Elisabeth Azoulay: “Beauty is also about saying who we are”

Elisabeth Azoulay: “Beauty is also about saying who we are”
Elisabeth Azoulay: “Beauty is also about saying who we are”

What will the beauty of the future look like? This is the question posed by the anthropologist Elisabeth Azoulay in the last volume of the work she edited, 100,000 years of beautywhich has just been published by Gallimard. A beautiful collective book on the history of beauty from prehistory to modern times, which brings together illustrations, art photos, unpublished science fiction texts, reflections from philosophers…

“We all agree to say that galloping demographics, globalization, artificial intelligence, technological progress, the collapse of gender boundaries, the fact of wanting to value age, all of this will have consequences. impact on beautynote Elisabeth Azoulay.

Aesthetic man 3.0

In 2050, we will be, according to her, in the era of “homo estheticus 3.0”. “You should know that technology follows human desire. “To have a long neck, like the giraffe women, or to deform a skull, as the Olmecs did, to give them the shape of cornbread, humanity did not wait for technology, it did it with its means since Antiquity But what we know is that from the moment the means become crazy, more and more invisible, imperceptible, painless, all recourse to technology will cease. multiply to shape our body.”

Biomimicry and silicon beings

Elisabeth Azoulay mentions, for example, biomimicry, which consists of taking inspiration from the exploits of nature, from species which have found ways to preserve their abilities and their appearance, to transpose them to humans, which is already done by cosmetic industry.

Another question, raised in the work by the German philosopher Peter Sloterdijk : will we be able to compete with the beauty of robots, virtual beings, these “silicon beings”named after the mineral that makes up the screens of our cell phones and computers?
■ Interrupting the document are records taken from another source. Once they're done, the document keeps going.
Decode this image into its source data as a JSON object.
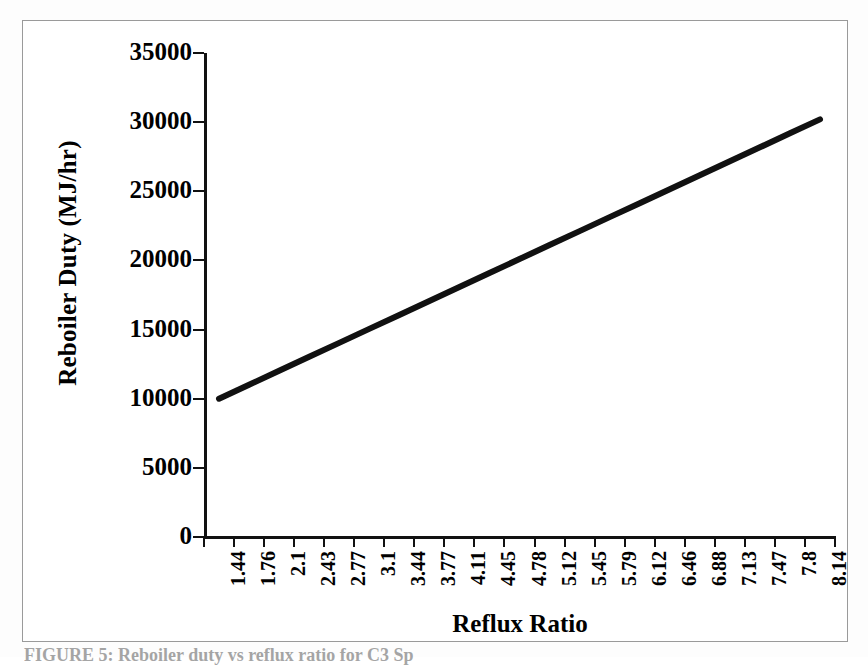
{
  "figure": {
    "caption": "FIGURE 5: Reboiler duty vs reflux ratio for C3 Sp"
  },
  "chart_data": {
    "type": "line",
    "title": "",
    "xlabel": "Reflux Ratio",
    "ylabel": "Reboiler Duty (MJ/hr)",
    "categories": [
      "1.44",
      "1.76",
      "2.1",
      "2.43",
      "2.77",
      "3.1",
      "3.44",
      "3.77",
      "4.11",
      "4.45",
      "4.78",
      "5.12",
      "5.45",
      "5.79",
      "6.12",
      "6.46",
      "6.88",
      "7.13",
      "7.47",
      "7.8",
      "8.14"
    ],
    "values": [
      10000,
      11010,
      12020,
      13030,
      14040,
      15050,
      16060,
      17070,
      18080,
      19090,
      20100,
      21110,
      22120,
      23130,
      24140,
      25150,
      26160,
      27170,
      28180,
      29190,
      30200
    ],
    "ylim": [
      0,
      35000
    ],
    "yticks": [
      0,
      5000,
      10000,
      15000,
      20000,
      25000,
      30000,
      35000
    ],
    "ytick_labels": [
      "0",
      "5000",
      "10000",
      "15000",
      "20000",
      "25000",
      "30000",
      "35000"
    ],
    "grid": false,
    "legend": "none",
    "series_color": "#111111",
    "series_width": 6
  }
}
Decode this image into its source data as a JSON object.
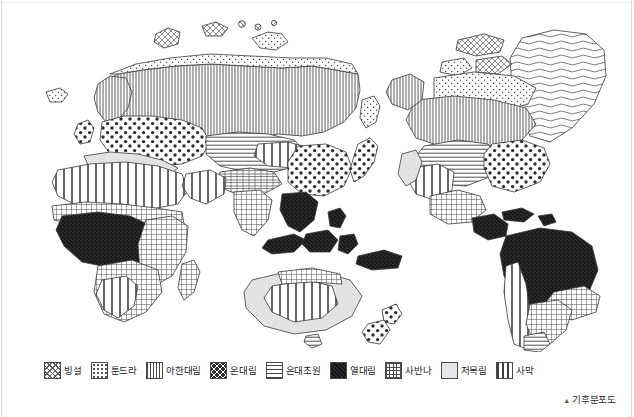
{
  "figure": {
    "caption_marker": "▲",
    "caption": "기후분포도"
  },
  "legend": {
    "items": [
      {
        "label": "빙설",
        "pattern": "ice-dense-crosshatch",
        "swatch_fill": "pat-ice"
      },
      {
        "label": "툰드라",
        "pattern": "fine-stipple-dots",
        "swatch_fill": "pat-tundra"
      },
      {
        "label": "아한대림",
        "pattern": "vertical-thin-lines",
        "swatch_fill": "pat-subarctic"
      },
      {
        "label": "온대림",
        "pattern": "bold-dots",
        "swatch_fill": "pat-temperate-forest"
      },
      {
        "label": "온대초원",
        "pattern": "horizontal-lines",
        "swatch_fill": "pat-temperate-grass"
      },
      {
        "label": "열대림",
        "pattern": "solid-dark",
        "swatch_fill": "pat-tropical"
      },
      {
        "label": "사반나",
        "pattern": "dense-grid-hatch",
        "swatch_fill": "pat-savanna"
      },
      {
        "label": "저목림",
        "pattern": "light-blank",
        "swatch_fill": "pat-shrub"
      },
      {
        "label": "사막",
        "pattern": "wide-vertical-bars",
        "swatch_fill": "pat-desert"
      }
    ]
  },
  "map": {
    "title": "세계 기후분포도",
    "type": "thematic-world-map",
    "projection": "equirectangular-sketch",
    "regions": [
      {
        "name": "greenland",
        "climate": "빙설"
      },
      {
        "name": "arctic-canada",
        "climate": "툰드라"
      },
      {
        "name": "northern-siberia",
        "climate": "툰드라"
      },
      {
        "name": "siberia-taiga",
        "climate": "아한대림"
      },
      {
        "name": "scandinavia",
        "climate": "아한대림"
      },
      {
        "name": "canada-boreal",
        "climate": "아한대림"
      },
      {
        "name": "europe",
        "climate": "온대림"
      },
      {
        "name": "east-asia",
        "climate": "온대림"
      },
      {
        "name": "eastern-usa",
        "climate": "온대림"
      },
      {
        "name": "great-plains",
        "climate": "온대초원"
      },
      {
        "name": "central-asia",
        "climate": "온대초원"
      },
      {
        "name": "pampas",
        "climate": "온대초원"
      },
      {
        "name": "amazon-basin",
        "climate": "열대림"
      },
      {
        "name": "congo-basin",
        "climate": "열대림"
      },
      {
        "name": "southeast-asia",
        "climate": "열대림"
      },
      {
        "name": "sudan-sahel",
        "climate": "사반나"
      },
      {
        "name": "east-africa",
        "climate": "사반나"
      },
      {
        "name": "brazil-cerrado",
        "climate": "사반나"
      },
      {
        "name": "northern-australia",
        "climate": "사반나"
      },
      {
        "name": "mediterranean",
        "climate": "저목림"
      },
      {
        "name": "california",
        "climate": "저목림"
      },
      {
        "name": "southwest-australia",
        "climate": "저목림"
      },
      {
        "name": "sahara",
        "climate": "사막"
      },
      {
        "name": "arabia",
        "climate": "사막"
      },
      {
        "name": "central-australia",
        "climate": "사막"
      },
      {
        "name": "atacama",
        "climate": "사막"
      },
      {
        "name": "kalahari",
        "climate": "사막"
      }
    ]
  }
}
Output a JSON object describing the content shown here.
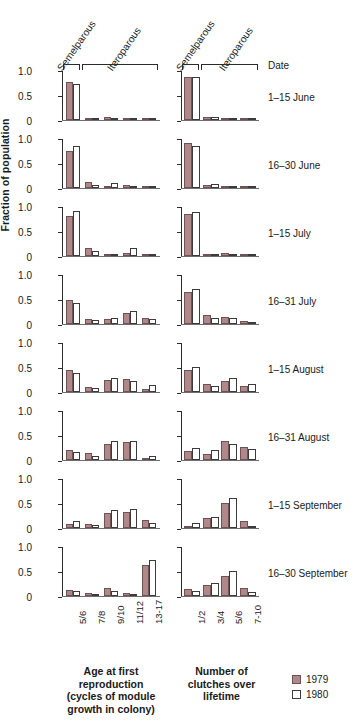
{
  "chart_data": {
    "type": "bar",
    "title": "",
    "ylabel": "Fraction of population",
    "ylim": [
      0,
      1.0
    ],
    "ytick_labels": [
      "1.0",
      "0.5",
      "0"
    ],
    "ytick_values": [
      1.0,
      0.5,
      0
    ],
    "grid": false,
    "legend_position": "bottom-right",
    "legend": [
      {
        "name": "1979",
        "color": "#b0888a",
        "fill": "solid"
      },
      {
        "name": "1980",
        "color": "#ffffff",
        "fill": "open"
      }
    ],
    "series_names": [
      "1979",
      "1980"
    ],
    "row_header_label": "Date",
    "group_brackets": [
      "Semelparous",
      "Iteroparous"
    ],
    "panels": [
      {
        "xlabel": "Age at first reproduction (cycles of module growth in colony)",
        "xlabel_lines": [
          "Age at first",
          "reproduction",
          "(cycles of module",
          "growth in colony)"
        ],
        "categories": [
          "5/6",
          "7/8",
          "9/10",
          "11/12",
          "13-17"
        ],
        "bracket_split": 1
      },
      {
        "xlabel": "Number of clutches over lifetime",
        "xlabel_lines": [
          "Number of",
          "clutches over",
          "lifetime"
        ],
        "categories": [
          "1/2",
          "3/4",
          "5/6",
          "7-10"
        ],
        "bracket_split": 1
      }
    ],
    "rows": [
      {
        "date": "1–15 June",
        "left": {
          "1979": [
            0.76,
            0.05,
            0.06,
            0.05,
            0.02
          ],
          "1980": [
            0.73,
            0.05,
            0.04,
            0.03,
            0.04
          ]
        },
        "right": {
          "1979": [
            0.87,
            0.07,
            0.04,
            0.03
          ],
          "1980": [
            0.87,
            0.06,
            0.03,
            0.02
          ]
        }
      },
      {
        "date": "16–30 June",
        "left": {
          "1979": [
            0.74,
            0.13,
            0.04,
            0.07,
            0.04
          ],
          "1980": [
            0.84,
            0.06,
            0.11,
            0.04,
            0.04
          ]
        },
        "right": {
          "1979": [
            0.9,
            0.06,
            0.05,
            0.0
          ],
          "1980": [
            0.85,
            0.08,
            0.05,
            0.0
          ]
        }
      },
      {
        "date": "1–15 July",
        "left": {
          "1979": [
            0.8,
            0.17,
            0.03,
            0.06,
            0.0
          ],
          "1980": [
            0.9,
            0.11,
            0.04,
            0.16,
            0.0
          ]
        },
        "right": {
          "1979": [
            0.84,
            0.05,
            0.07,
            0.0
          ],
          "1980": [
            0.88,
            0.04,
            0.04,
            0.0
          ]
        }
      },
      {
        "date": "16–31 July",
        "left": {
          "1979": [
            0.49,
            0.1,
            0.11,
            0.23,
            0.13
          ],
          "1980": [
            0.43,
            0.09,
            0.13,
            0.27,
            0.1
          ]
        },
        "right": {
          "1979": [
            0.64,
            0.19,
            0.14,
            0.06
          ],
          "1980": [
            0.7,
            0.13,
            0.13,
            0.05
          ]
        }
      },
      {
        "date": "1–15 August",
        "left": {
          "1979": [
            0.45,
            0.11,
            0.24,
            0.27,
            0.07
          ],
          "1980": [
            0.39,
            0.09,
            0.29,
            0.22,
            0.14
          ]
        },
        "right": {
          "1979": [
            0.44,
            0.17,
            0.22,
            0.12
          ],
          "1980": [
            0.5,
            0.12,
            0.29,
            0.16
          ]
        }
      },
      {
        "date": "16–31 August",
        "left": {
          "1979": [
            0.2,
            0.14,
            0.33,
            0.37,
            0.03
          ],
          "1980": [
            0.16,
            0.08,
            0.38,
            0.39,
            0.09
          ]
        },
        "right": {
          "1979": [
            0.19,
            0.13,
            0.38,
            0.27
          ],
          "1980": [
            0.24,
            0.2,
            0.33,
            0.23
          ]
        }
      },
      {
        "date": "1–15 September",
        "left": {
          "1979": [
            0.09,
            0.08,
            0.3,
            0.33,
            0.16
          ],
          "1980": [
            0.14,
            0.06,
            0.37,
            0.38,
            0.1
          ]
        },
        "right": {
          "1979": [
            0.05,
            0.2,
            0.5,
            0.14
          ],
          "1980": [
            0.11,
            0.22,
            0.61,
            0.04
          ]
        }
      },
      {
        "date": "16–30 September",
        "left": {
          "1979": [
            0.13,
            0.07,
            0.17,
            0.06,
            0.62
          ],
          "1980": [
            0.1,
            0.05,
            0.1,
            0.04,
            0.72
          ]
        },
        "right": {
          "1979": [
            0.14,
            0.23,
            0.41,
            0.17
          ],
          "1980": [
            0.11,
            0.26,
            0.51,
            0.08
          ]
        }
      }
    ]
  }
}
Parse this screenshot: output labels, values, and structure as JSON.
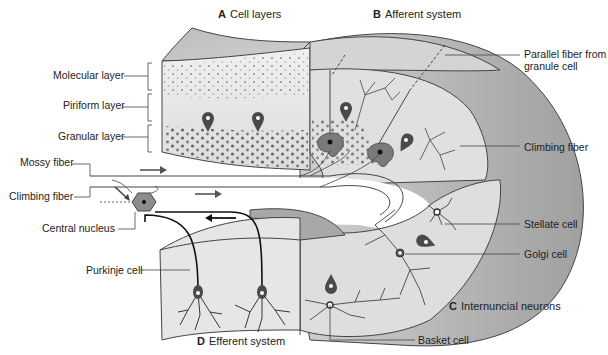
{
  "diagram": {
    "sections": [
      {
        "letter": "A",
        "title": "Cell layers"
      },
      {
        "letter": "B",
        "title": "Afferent system"
      },
      {
        "letter": "C",
        "title": "Internuncial neurons"
      },
      {
        "letter": "D",
        "title": "Efferent system"
      }
    ],
    "labels": {
      "molecular_layer": "Molecular layer",
      "piriform_layer": "Piriform layer",
      "granular_layer": "Granular layer",
      "mossy_fiber": "Mossy fiber",
      "climbing_fiber_left": "Climbing fiber",
      "central_nucleus": "Central nucleus",
      "purkinje_cell": "Purkinje cell",
      "parallel_fiber_line1": "Parallel fiber from",
      "parallel_fiber_line2": "granule cell",
      "climbing_fiber_right": "Climbing fiber",
      "stellate_cell": "Stellate cell",
      "golgi_cell": "Golgi cell",
      "basket_cell": "Basket cell"
    },
    "colors": {
      "tissue_light": "#e6e6e6",
      "tissue_mid": "#cfcfcf",
      "tissue_dark": "#a8a8a8",
      "cell_fill": "#555555",
      "nucleus_hex": "#8c8c8c",
      "line": "#333333"
    }
  }
}
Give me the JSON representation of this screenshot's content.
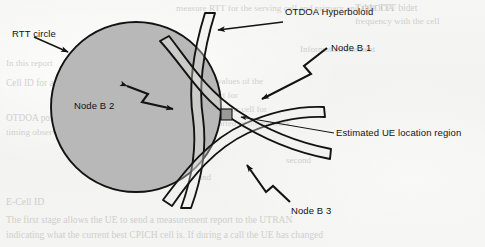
{
  "figure": {
    "kind": "scanned-technical-diagram",
    "background_color": "#f4f4f2",
    "ink_color": "#131313",
    "circle_fill_color": "#b8b8b8",
    "ue_region_color": "#9a9a9a"
  },
  "labels": {
    "rtt_circle": "RTT circle",
    "otdoa_hyperboloid": "OTDOA Hyperboloid",
    "node_b_1": "Node B 1",
    "node_b_2": "Node B 2",
    "node_b_3": "Node B 3",
    "estimated_region": "Estimated UE location region"
  },
  "ghost_text": {
    "lines": [
      {
        "text": "measure RTT for the serving cell and primary and OTDOA",
        "x": 176,
        "y": 3,
        "size": 9.2
      },
      {
        "text": "Table TTT bidet",
        "x": 355,
        "y": 2,
        "size": 9.6
      },
      {
        "text": "frequency with the cell",
        "x": 355,
        "y": 16,
        "size": 9.2
      },
      {
        "text": "the and the",
        "x": 152,
        "y": 44,
        "size": 9.0
      },
      {
        "text": "Information Element",
        "x": 300,
        "y": 44,
        "size": 9.0
      },
      {
        "text": "In this report",
        "x": 6,
        "y": 58,
        "size": 9.0
      },
      {
        "text": "Cell ID for a local UE",
        "x": 6,
        "y": 78,
        "size": 9.4
      },
      {
        "text": "as the report are the timing values of the",
        "x": 118,
        "y": 76,
        "size": 9.0
      },
      {
        "text": "the serving cell and the report for",
        "x": 118,
        "y": 90,
        "size": 9.0
      },
      {
        "text": "SFN-SFN type and the neighbour cell for",
        "x": 118,
        "y": 104,
        "size": 9.0
      },
      {
        "text": "OTDOA positioning",
        "x": 6,
        "y": 113,
        "size": 9.4
      },
      {
        "text": "timing observed by the",
        "x": 6,
        "y": 127,
        "size": 9.2
      },
      {
        "text": "measured at the UE and reported to the network",
        "x": 118,
        "y": 118,
        "size": 9.0
      },
      {
        "text": "second",
        "x": 286,
        "y": 155,
        "size": 9.0
      },
      {
        "text": "and",
        "x": 198,
        "y": 172,
        "size": 9.0
      },
      {
        "text": "E-Cell ID",
        "x": 6,
        "y": 196,
        "size": 9.8
      },
      {
        "text": "The first stage allows the UE to send a measurement report to the UTRAN",
        "x": 6,
        "y": 214,
        "size": 9.6
      },
      {
        "text": "indicating what the current best CPICH cell is. If during a call the UE has changed",
        "x": 6,
        "y": 229,
        "size": 9.6
      }
    ]
  },
  "geometry": {
    "rtt_circle": {
      "cx": 136,
      "cy": 107,
      "r": 85,
      "stroke_width": 1.9
    },
    "ue_region": {
      "x": 221,
      "y": 109,
      "w": 11,
      "h": 11
    },
    "hyperboloid_bands": 3,
    "node_arrows": 3
  },
  "chart_data": {
    "type": "diagram",
    "elements": [
      {
        "name": "RTT circle",
        "role": "Round-trip-time range circle around serving Node B",
        "shape": "filled circle"
      },
      {
        "name": "OTDOA Hyperboloid",
        "role": "Time-difference-of-arrival hyperbolic band (Node B 1)",
        "shape": "curved band"
      },
      {
        "name": "Node B 2",
        "role": "Time-difference-of-arrival hyperbolic band",
        "shape": "curved band"
      },
      {
        "name": "Node B 3",
        "role": "Time-difference-of-arrival hyperbolic band",
        "shape": "curved band"
      },
      {
        "name": "Estimated UE location region",
        "role": "Common intersection of the RTT circle and the three hyperbolic bands",
        "shape": "small square"
      }
    ]
  }
}
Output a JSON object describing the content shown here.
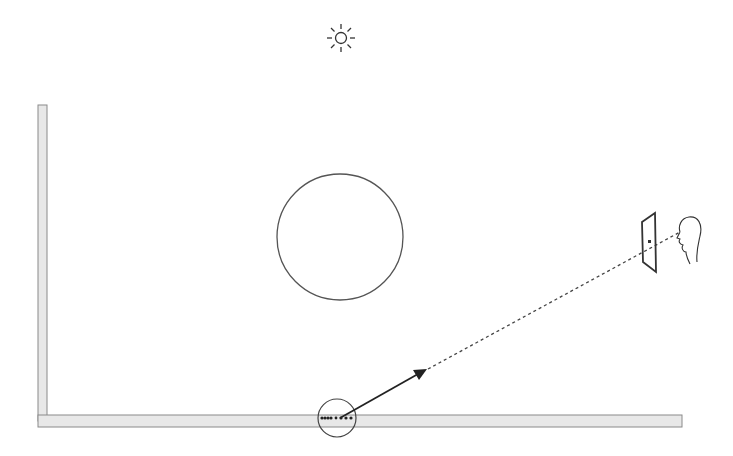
{
  "diagram": {
    "colors": {
      "background": "#ffffff",
      "stroke": "#333333",
      "surface_fill": "#e6e6e6",
      "surface_stroke": "#888888",
      "sphere_stroke": "#555555"
    },
    "elements": {
      "light_source": {
        "icon": "sun-icon",
        "cx": 341,
        "cy": 38
      },
      "sphere": {
        "cx": 340,
        "cy": 237,
        "r": 63
      },
      "wall": {
        "x": 38,
        "y": 105,
        "width": 9,
        "height": 316
      },
      "floor": {
        "x": 38,
        "y": 415,
        "width": 644,
        "height": 12
      },
      "sample_region": {
        "cx": 337,
        "cy": 418,
        "r": 19
      },
      "ray_arrow": {
        "x1": 340,
        "y1": 418,
        "x2": 426,
        "y2": 370
      },
      "view_ray": {
        "x1": 426,
        "y1": 370,
        "x2": 681,
        "y2": 232,
        "style": "dashed"
      },
      "image_plane": {
        "points": "642,222 655,212 656,272 643,262"
      },
      "viewer": {
        "icon": "viewer-head-icon",
        "x": 672,
        "y": 216
      }
    }
  }
}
Will the future of beauty be an ideal of perfection and uniformity decreed by cyborgs, or on the contrary?something much more baroque, where we will accentuate our differences?

On the question of aging, Elisabeth Azoulay emphasizes that all science fiction novels push the limits of longevity. “In this great human dream, at 400 years old, we will look like someone aged 30. But what will happen between generations in a world where all traces of aging will be erased, where physical appearance won’t say who we are in relation to our own children? Is this a desirable world? We can’t go through life with people who don’t carry any trace of their identity card. is also to say who we East.”